Of course, if she doesn’t love you, well, maybe you’re just unlovable.
But I digress. Again. My point was just that Malinowski’s appeal to fear, piety, attachment, and the hereafter suggests to me that cannibalism may not be a moral matter per se for the Trobriand Islanders. It may be a cultural or religious issue instead. That would, to some extent, explain my immediate relativistic reaction. On reading Malinowski, that is, my first thought was that, here in the West, we would definitely regard these sarco-cannibalistic rites as morally problematic. But is that judgement universalizable (as Kant would insist it should be)? It might be wrong here, in leafy, middle-class Surrey, but does it follow that it’s also wrong in Melanesia?
Okay, my first thought was actually, ‘Ewww! Have these people never heard of ham sandwiches and the mini-quiche?’ And then I thought about the moral stuff.
Oh alright, somewhere in the middle of all this, I was also wondering whether they were cooking the stiff and if so, how.
But I was mostly thinking about moral relativism. 
This, you will no doubt be relieved to hear, takes us right back to the curious conclusion with which this week’s rumination began. Ethics may not be our best guide here. At least, it may not be the best place to start, especially if cannibalism is a cultural rather than a moral issue. 
Does that mean the discussion, such as it is, is at an end? Ha! You should be so lucky. Anyway, who ends a meal without pudding?
Next week, we finally (probably) get to the philosophical pudding. Which hopefully will be more than just a piece of fruit.



[1] Not to mention that siren of the 70s, Inflatable Ingrid; or, for that matter, every teenage life-saver’s one true love, Resusci Annie.
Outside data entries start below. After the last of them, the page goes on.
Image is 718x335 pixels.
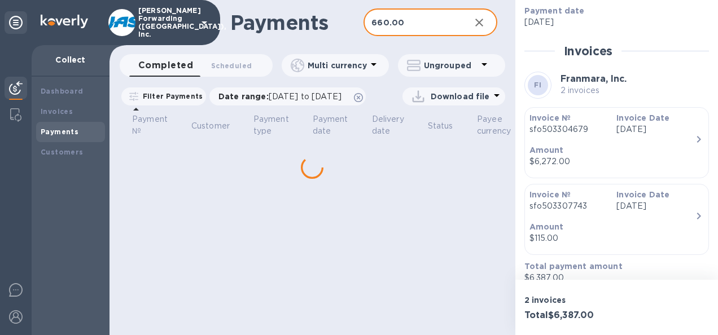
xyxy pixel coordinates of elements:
b: Amount [530,223,564,232]
b: Amount [530,146,564,155]
b: Total payment amount [525,262,623,271]
p: Date range : [219,91,347,102]
b: Invoice № [530,190,571,199]
p: [PERSON_NAME] Forwarding ([GEOGRAPHIC_DATA]), Inc. [138,7,195,38]
div: $6,272.00 [530,156,695,168]
b: Invoice № [530,114,571,123]
p: Delivery date [372,114,404,137]
b: Invoice Date [617,190,670,199]
p: 2 invoices [525,295,613,306]
p: Customer [191,120,230,132]
p: sfo503307743 [530,200,608,212]
p: Ungrouped [424,60,478,71]
h2: Invoices [564,44,613,58]
b: Payment date [525,6,585,15]
h3: Total $6,387.00 [525,311,613,321]
div: Date range:[DATE] to [DATE] [210,88,366,106]
div: $115.00 [530,233,695,245]
p: Multi currency [308,60,367,71]
span: [DATE] to [DATE] [269,92,342,101]
p: [DATE] [525,16,700,28]
span: Customer [191,120,245,132]
p: $6,387.00 [525,272,700,284]
button: Invoice №sfo503307743Invoice Date[DATE]Amount$115.00 [525,184,709,255]
p: [DATE] [617,200,695,212]
p: Status [428,120,454,132]
p: Download file [431,91,490,102]
p: Payment date [313,114,348,137]
span: Status [428,120,468,132]
img: Logo [41,15,88,28]
p: Filter Payments [138,91,203,101]
p: [DATE] [617,124,695,136]
span: Payment date [313,114,363,137]
p: Payment № [132,114,168,137]
p: sfo503304679 [530,124,608,136]
b: Customers [41,148,84,156]
button: Invoice №sfo503304679Invoice Date[DATE]Amount$6,272.00 [525,107,709,178]
b: Invoices [41,107,73,116]
b: Franmara, Inc. [561,73,627,84]
b: Invoice Date [617,114,670,123]
b: Payments [41,128,79,136]
b: FI [534,81,542,89]
span: Payee currency [477,114,526,137]
span: Payment № [132,114,182,137]
b: Dashboard [41,87,84,95]
span: Scheduled [211,60,252,72]
p: Payment type [254,114,289,137]
span: Delivery date [372,114,419,137]
h1: Payments [230,11,364,34]
span: Payment type [254,114,304,137]
span: Completed [138,58,193,73]
p: Collect [41,54,101,66]
p: Payee currency [477,114,511,137]
p: 2 invoices [561,85,627,97]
[2] To be fair to dear old J.S., On Liberty was a valiant attempt to do what philosophers, in the Western tradition, have been trying and largely failing to do since Thales of Miletus popped his tackle out and invented philosophy. Mill was trying to reconcile the needs of society with those of the individual: the one cum/contra the many. Like most western philosophers, however, he began with a vastly overinflated sense of the individual’s importance and so banjoed the whole thing. Result: a lot of meandering old toot about dead dogs, and why banging it out on the pavement isn’t actually a legitimate experiment in living after all.
[3] See Conti, C. C. Metaphysical Personalism. Oxford: Clarendon, 1995.